Saved entries

+ + + +

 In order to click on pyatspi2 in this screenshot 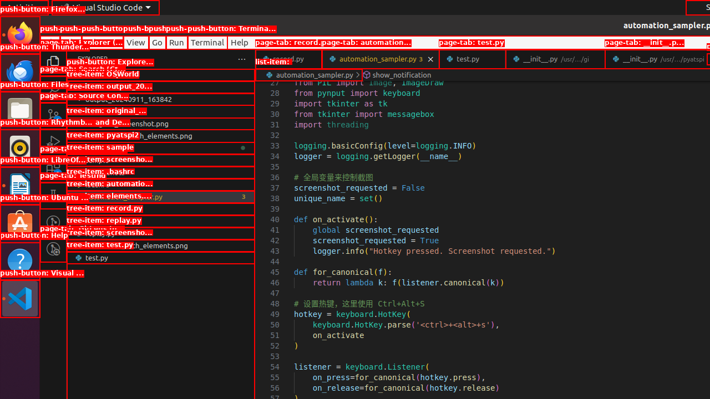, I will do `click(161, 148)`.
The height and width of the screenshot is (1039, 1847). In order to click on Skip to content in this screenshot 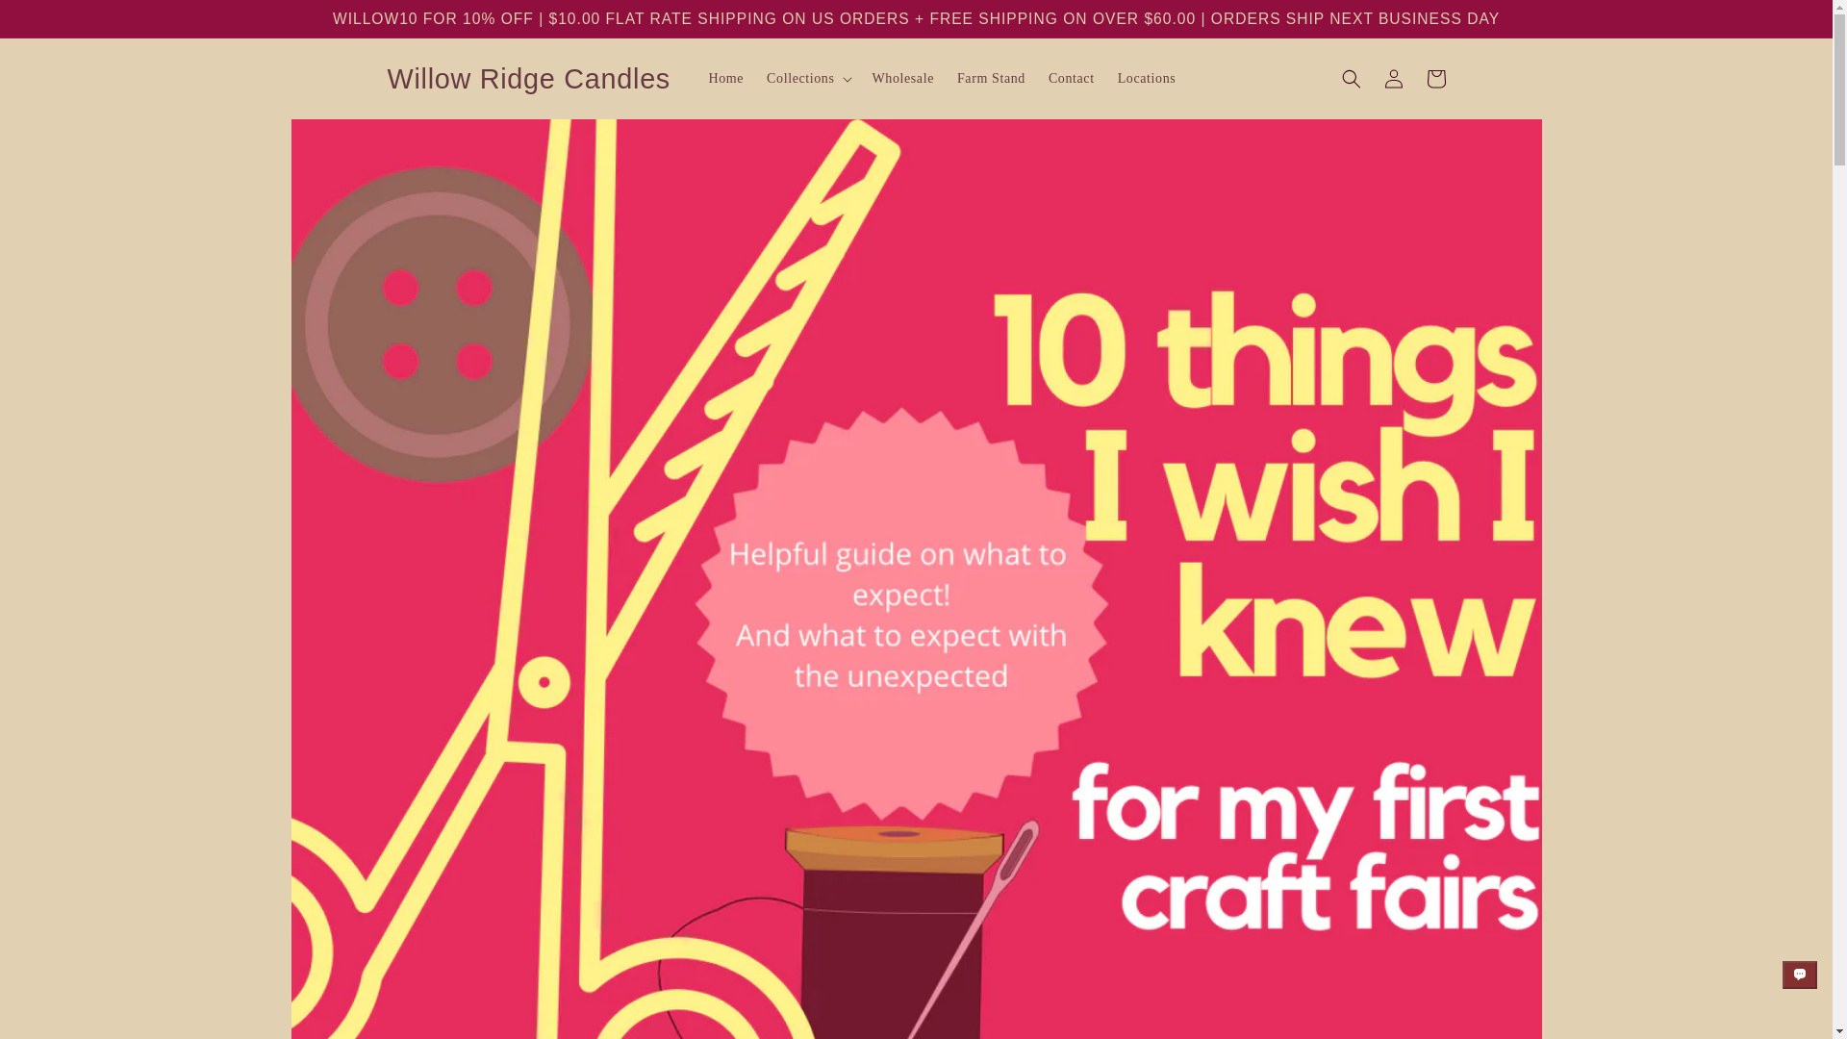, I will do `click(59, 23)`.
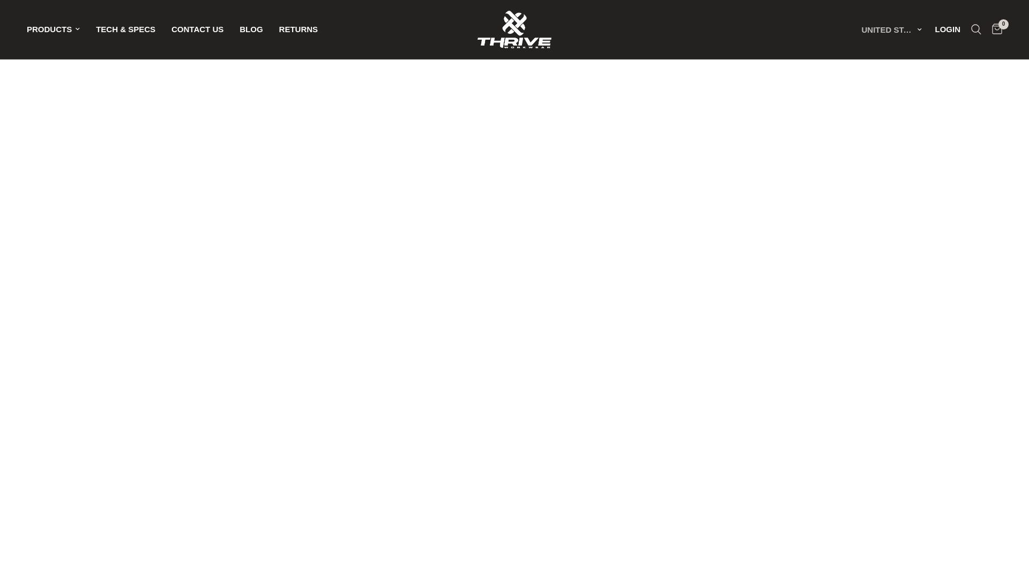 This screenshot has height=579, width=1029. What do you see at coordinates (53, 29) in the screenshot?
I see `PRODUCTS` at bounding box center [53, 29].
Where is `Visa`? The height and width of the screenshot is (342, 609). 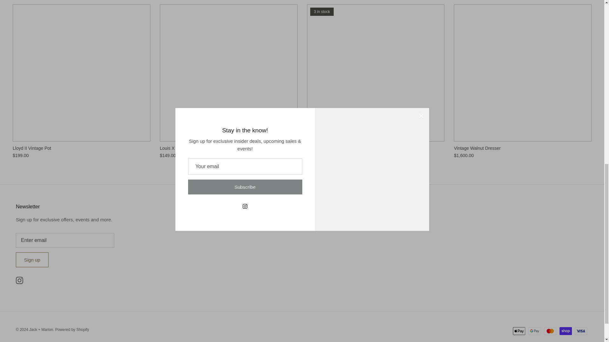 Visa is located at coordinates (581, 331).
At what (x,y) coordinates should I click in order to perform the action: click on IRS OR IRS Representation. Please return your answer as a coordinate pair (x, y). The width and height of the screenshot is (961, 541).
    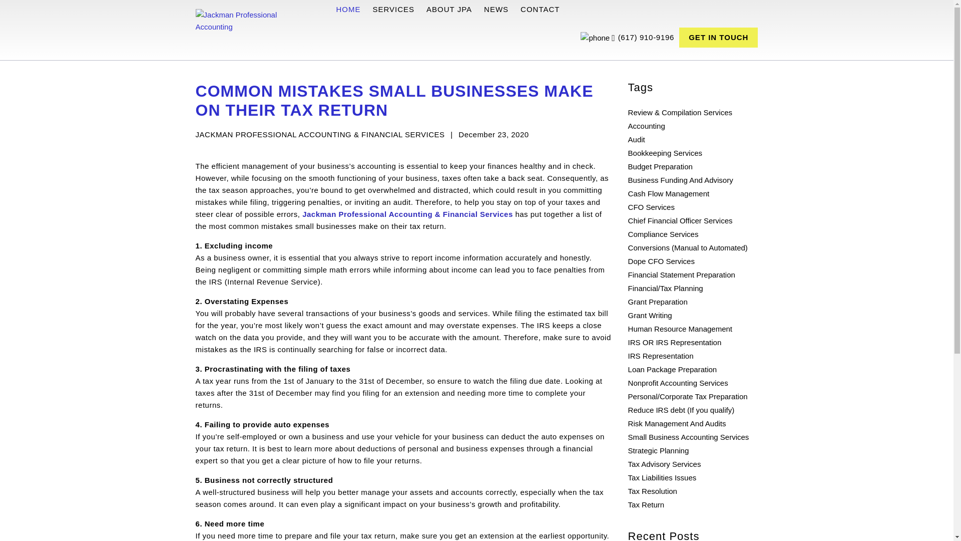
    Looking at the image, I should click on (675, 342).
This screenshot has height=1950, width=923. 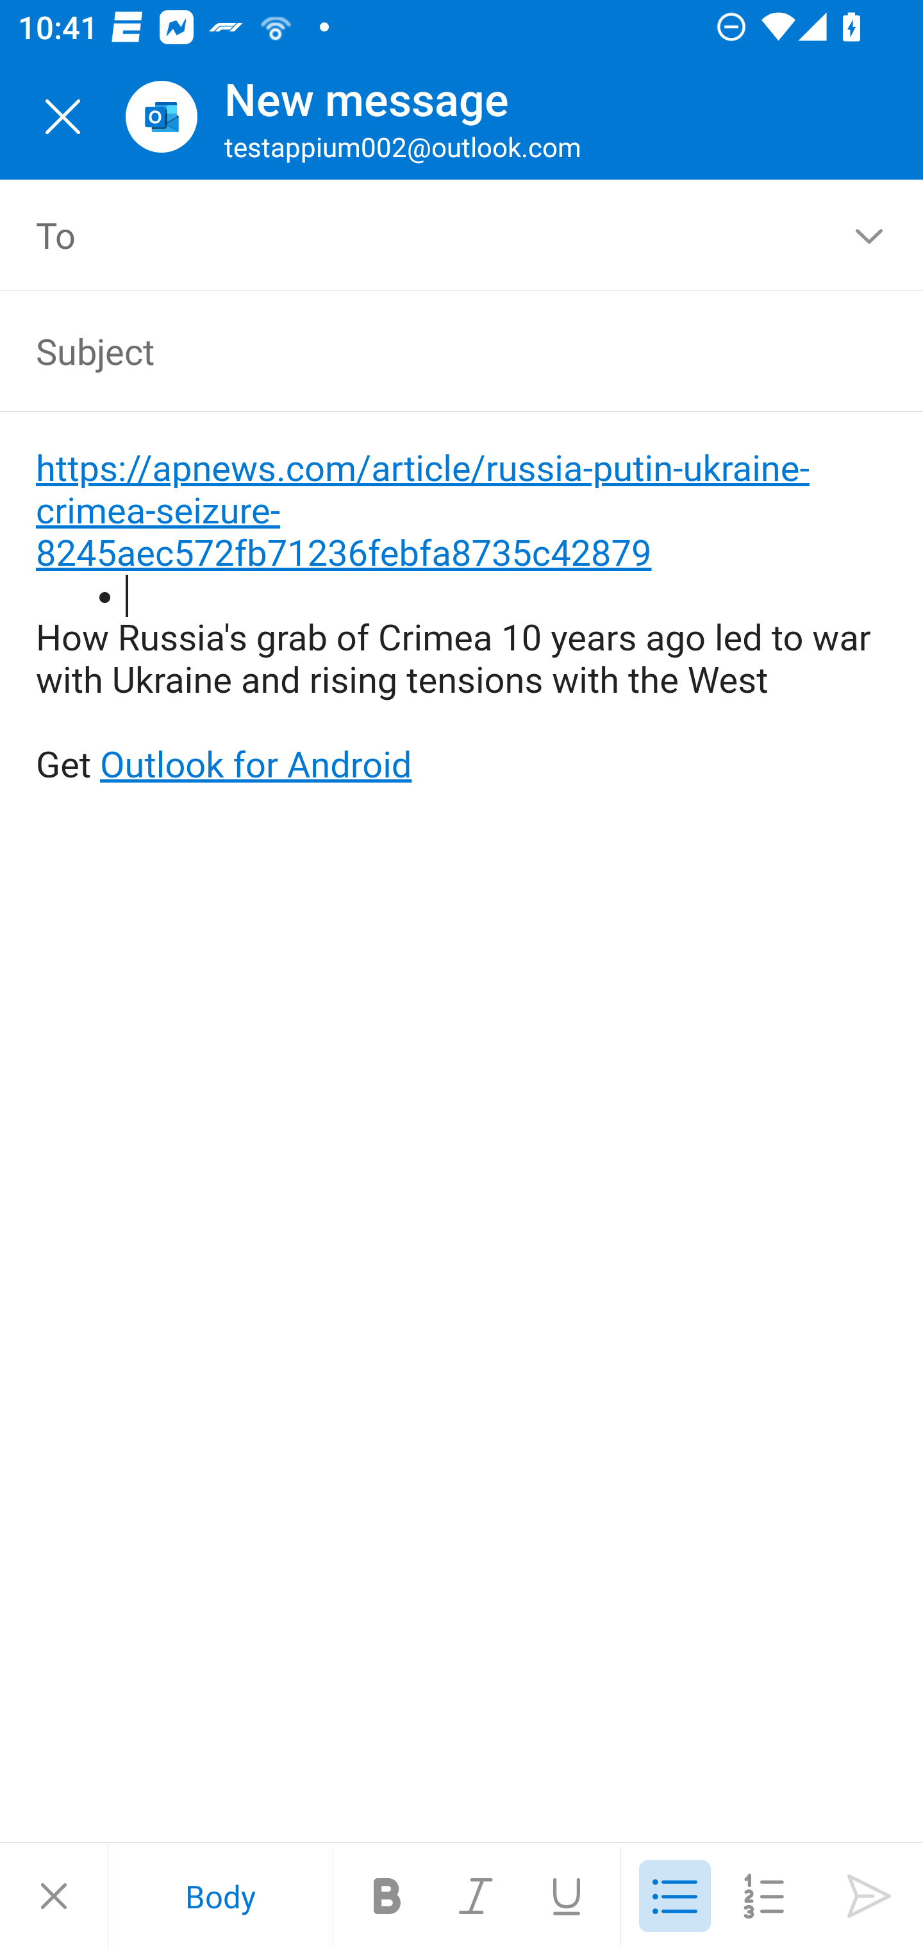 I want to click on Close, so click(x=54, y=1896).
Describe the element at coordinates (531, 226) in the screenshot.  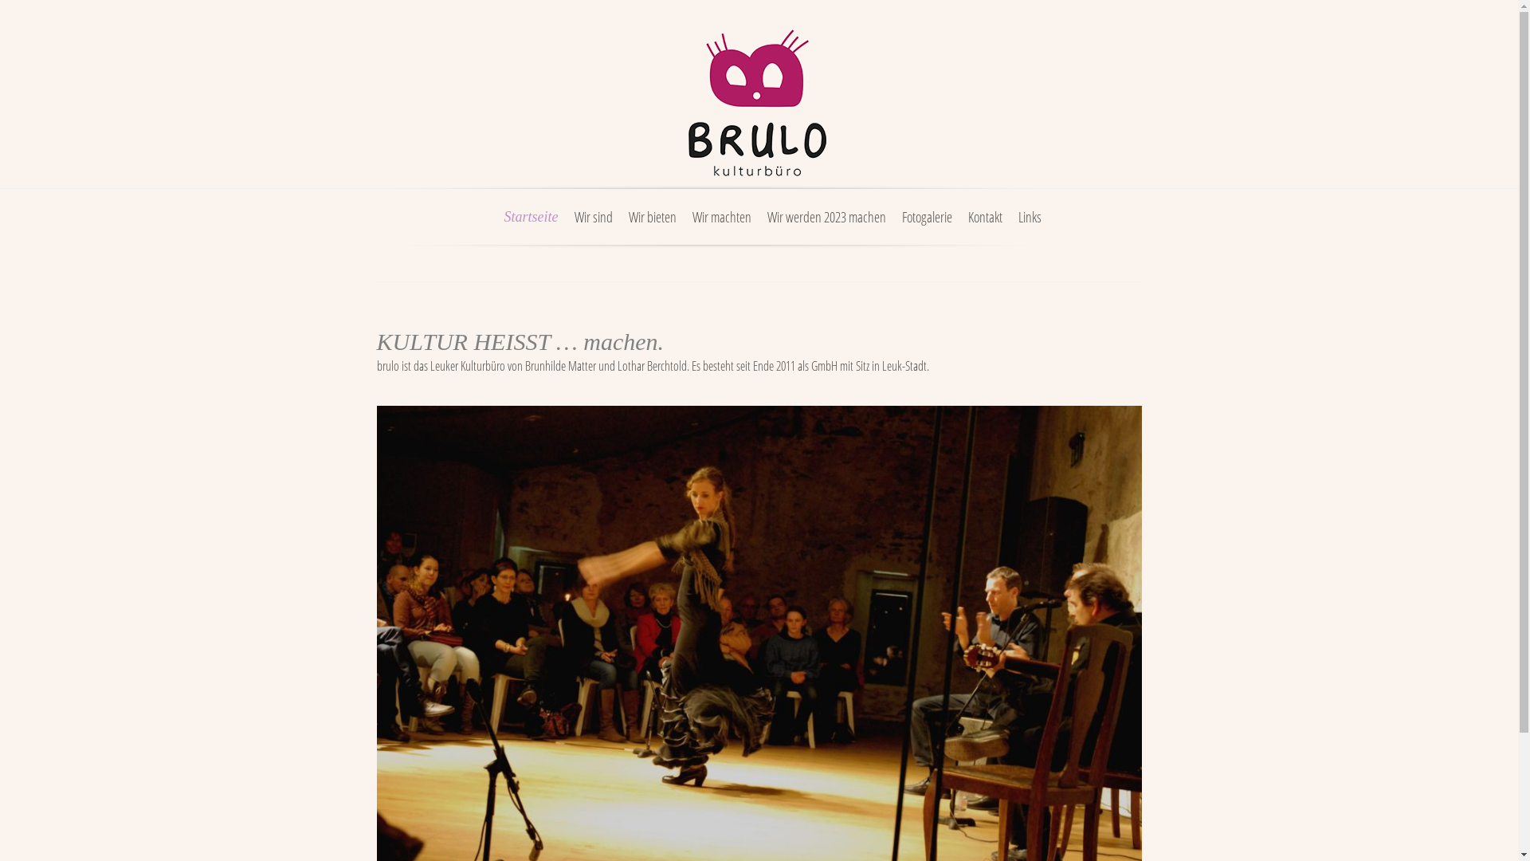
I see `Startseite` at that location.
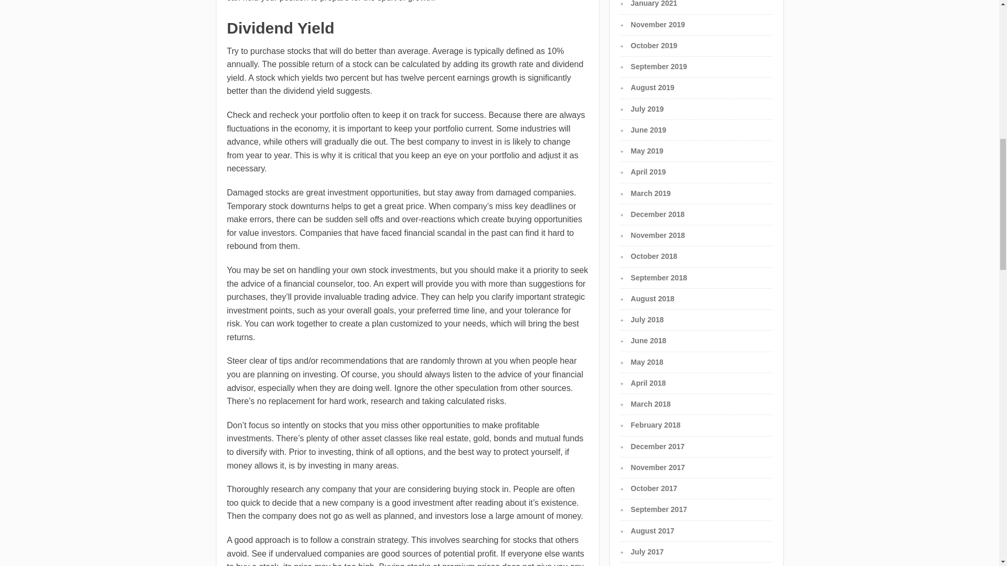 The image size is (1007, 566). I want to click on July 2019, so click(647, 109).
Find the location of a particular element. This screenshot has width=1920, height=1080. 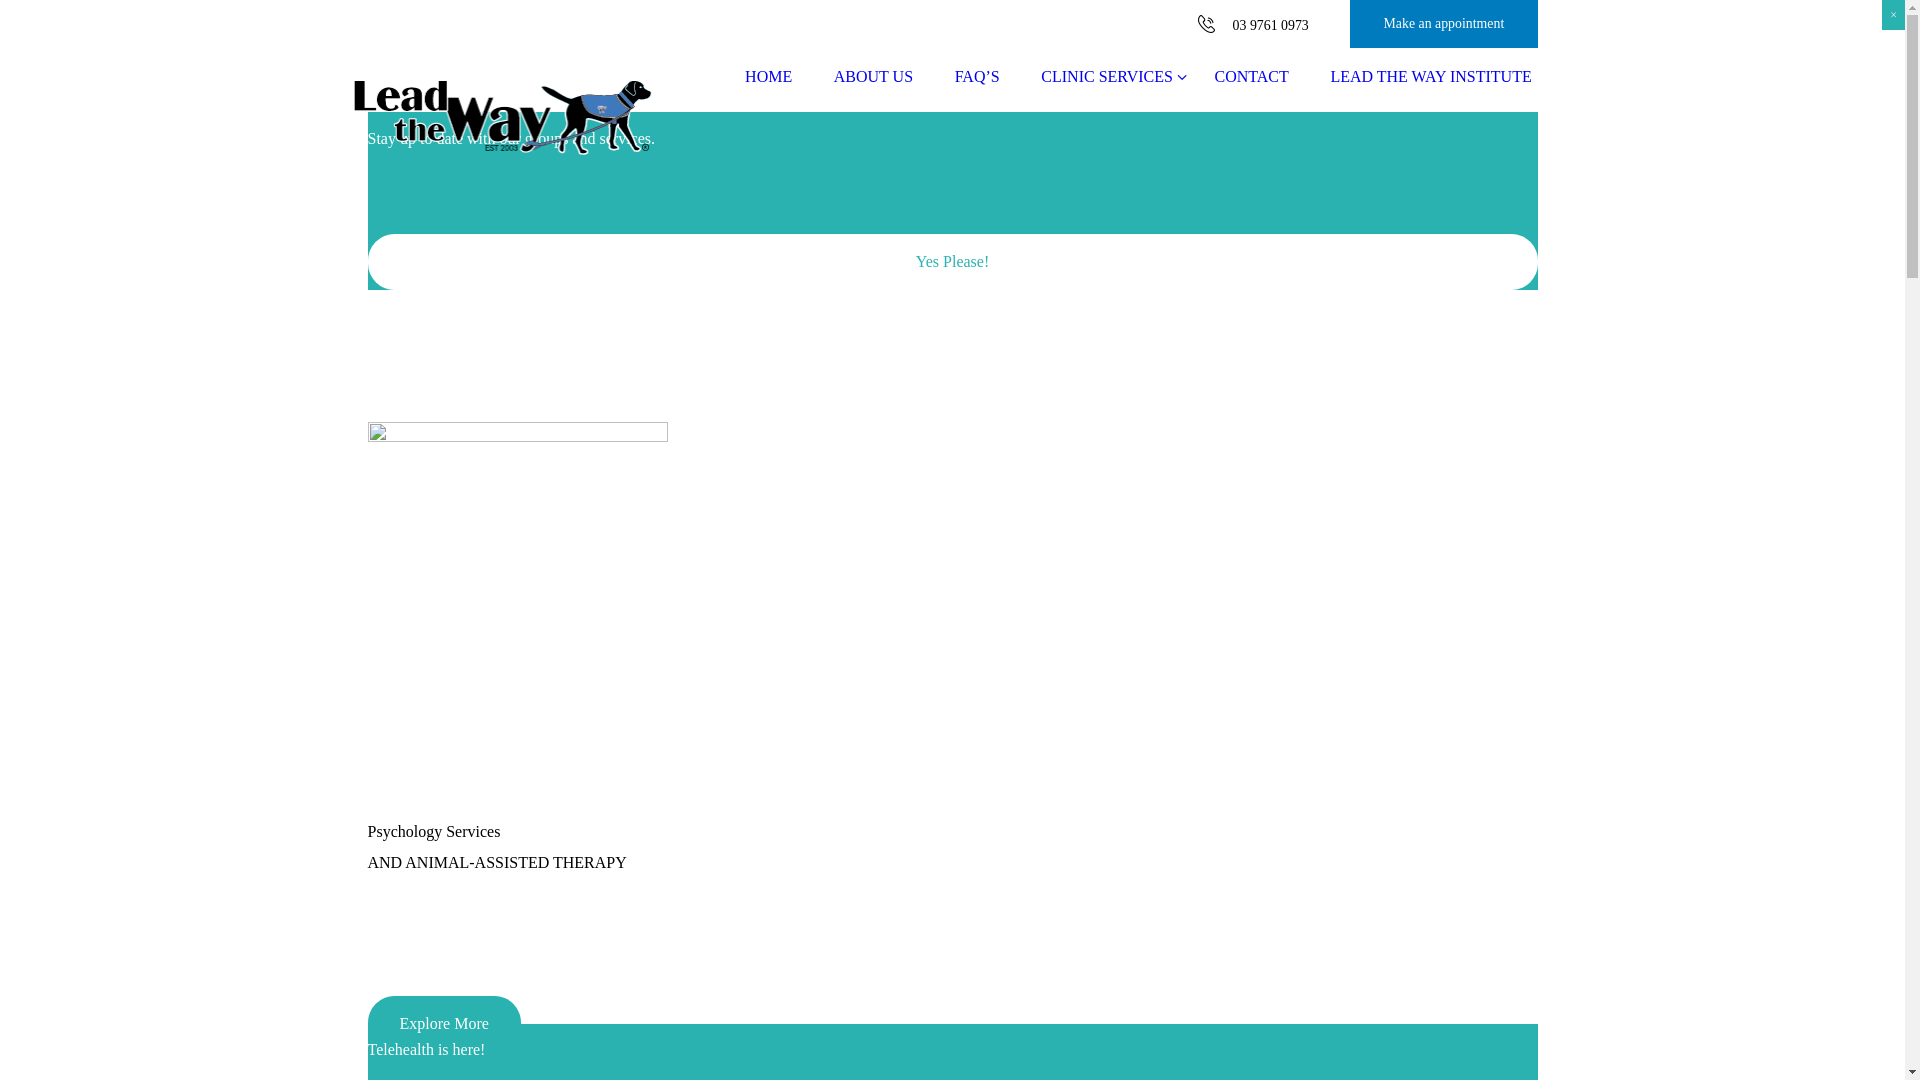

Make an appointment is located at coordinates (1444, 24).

+ + + +

▶ [PROBLEM STATEMENT] Output, exactly and without pictures, the lines above that run from the one containing "Describe the element" through the last line of the entries, inclusive.

▶ [PROBLEM SOLUTION]
Describe the element at coordinates (531, 226) in the screenshot.  
I see `Startseite` at that location.
 The image size is (1007, 566). I want to click on July 2019, so click(647, 109).
Find the location of a particular element. This screenshot has width=1920, height=1080. 

Make an appointment is located at coordinates (1444, 24).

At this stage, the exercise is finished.